Addicts Working with Addicts Show Empathy

Glenn is a THOMAS Graduate

The last time I appeared in Edges was two years ago. I was in the treatment centre. I had been in addiction for 26 years and I had hit rock-bottom. It was an abstinence community with a 12 Steps programme.  I spent six months there and moved into the THOMAS second stage. I received help from the THOMAS Floating Support unit with getting into education and I started working on myself.

There I started learning life-skills such as paying bills and taking responsibility for myself. There they really pushed me and the support workers gave me a lot of help. They saw the potential in me. I got involved with the Service User Network where a lot of the THOMAS clients are involved and I got on the committee there. I took on a few roles with the committee and went to college to do a DANOS course which is about drug misuse which will help me to become a drug practitioner.

Over the last two years I have discovered that I am quite a good person. There is nothing during that time that I have put my mind to and not achieved. And I am still living. I like what I am turning into and I am still learning. The 12 Step Programme is about learning and living a day at a time. I can live with that and I have learned that I can be quite responsible. I am maintaining a house, a job and I feel that drugs are quite a long way away from me now. But I have to still keep working on it. Life has turned out good for me.

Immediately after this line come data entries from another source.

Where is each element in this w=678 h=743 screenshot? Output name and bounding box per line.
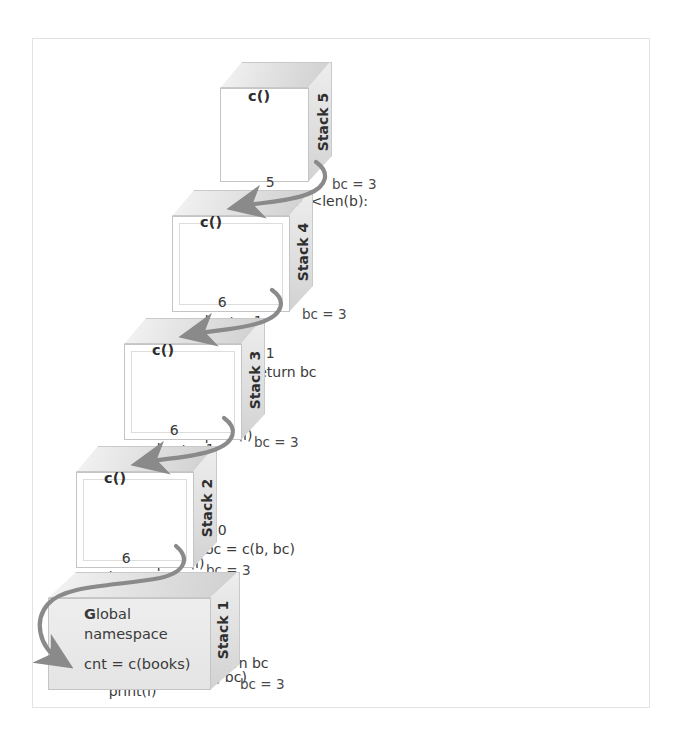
- stack-frame-5-content: c() 5 while bc<len(b): 11 return bc: [222, 82, 340, 174]
- line-number: 6: [205, 293, 227, 312]
- bc-value-label-1: bc = 3: [240, 676, 284, 692]
- stack-label-2: Stack 2: [199, 477, 215, 539]
- function-name-5: c(): [248, 88, 270, 104]
- stack-frame-1-content: Global namespace cnt = c(books): [48, 598, 211, 690]
- cube-top-face-1: [48, 572, 238, 598]
- global-call-statement: cnt = c(books): [84, 656, 190, 672]
- line-number: 6: [157, 421, 179, 440]
- line-number: 6: [109, 549, 131, 568]
- stack-label-1: Stack 1: [215, 599, 231, 661]
- bc-value-label-3: bc = 3: [254, 434, 298, 450]
- global-title-rest: lobal: [96, 606, 131, 622]
- stack-label-4: Stack 4: [295, 221, 311, 283]
- function-name-2: c(): [104, 470, 126, 486]
- global-title-line2: namespace: [84, 626, 168, 642]
- global-namespace-title: Global namespace: [84, 604, 168, 644]
- function-name-4: c(): [200, 214, 222, 230]
- stack-frame-3-content: c() 6 bc += 1 8 print(i) 10 bc = c(b, bc…: [130, 340, 248, 436]
- stack-label-3: Stack 3: [247, 349, 263, 411]
- global-title-initial: G: [84, 606, 96, 622]
- bc-value-label-5: bc = 3: [332, 176, 376, 192]
- stack-frame-4-content: c() 6 bc += 1 8 print(i) 10 bc = c(b, bc…: [178, 212, 296, 308]
- bc-value-label-4: bc = 3: [302, 306, 346, 322]
- function-name-3: c(): [152, 342, 174, 358]
- stack-frame-2-content: c() 6 bc += 1 8 print(i) 10 bc = c(b, bc…: [82, 468, 200, 564]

Eighteen months ago I volunteered to do work at the THOMAS Academy in Blackpool. I started doing groups and since then things have progressed. Doing group work at the Blackpool Academy has made me realise how hard it is working with addicts. I have also learned that working in a team environment is challenging but I think I fit in quite well. But again it is about taking responsibility.

Working in a group dynamic with Blackpool and also in the rehab at Witton Bank, I do life skills, motivation, 12 Steps, anger management and behavioural therapy. I enjoy these groups even though they are challenging. I have learned lots of things at Blackpool Academy one of them is confidentiality, also risk assessments which I also learned about at College, but I can have first hand experience of at  Blackpool.

Addicts who are working with addicts can have empathy because they have been there, this does not take anything away from the staff working with addicts at the THOMAS Projects because they do understand but ex-addicts can take it to a higher level of understanding, a text-book is different than experience. You can’t learn about the disease-concept you have got to live it. It’s the therapeutic value of one addict helping another and THOMAS has a lot of this because of the number of them coming through the programme who are now working for the Organisation. I can see that working.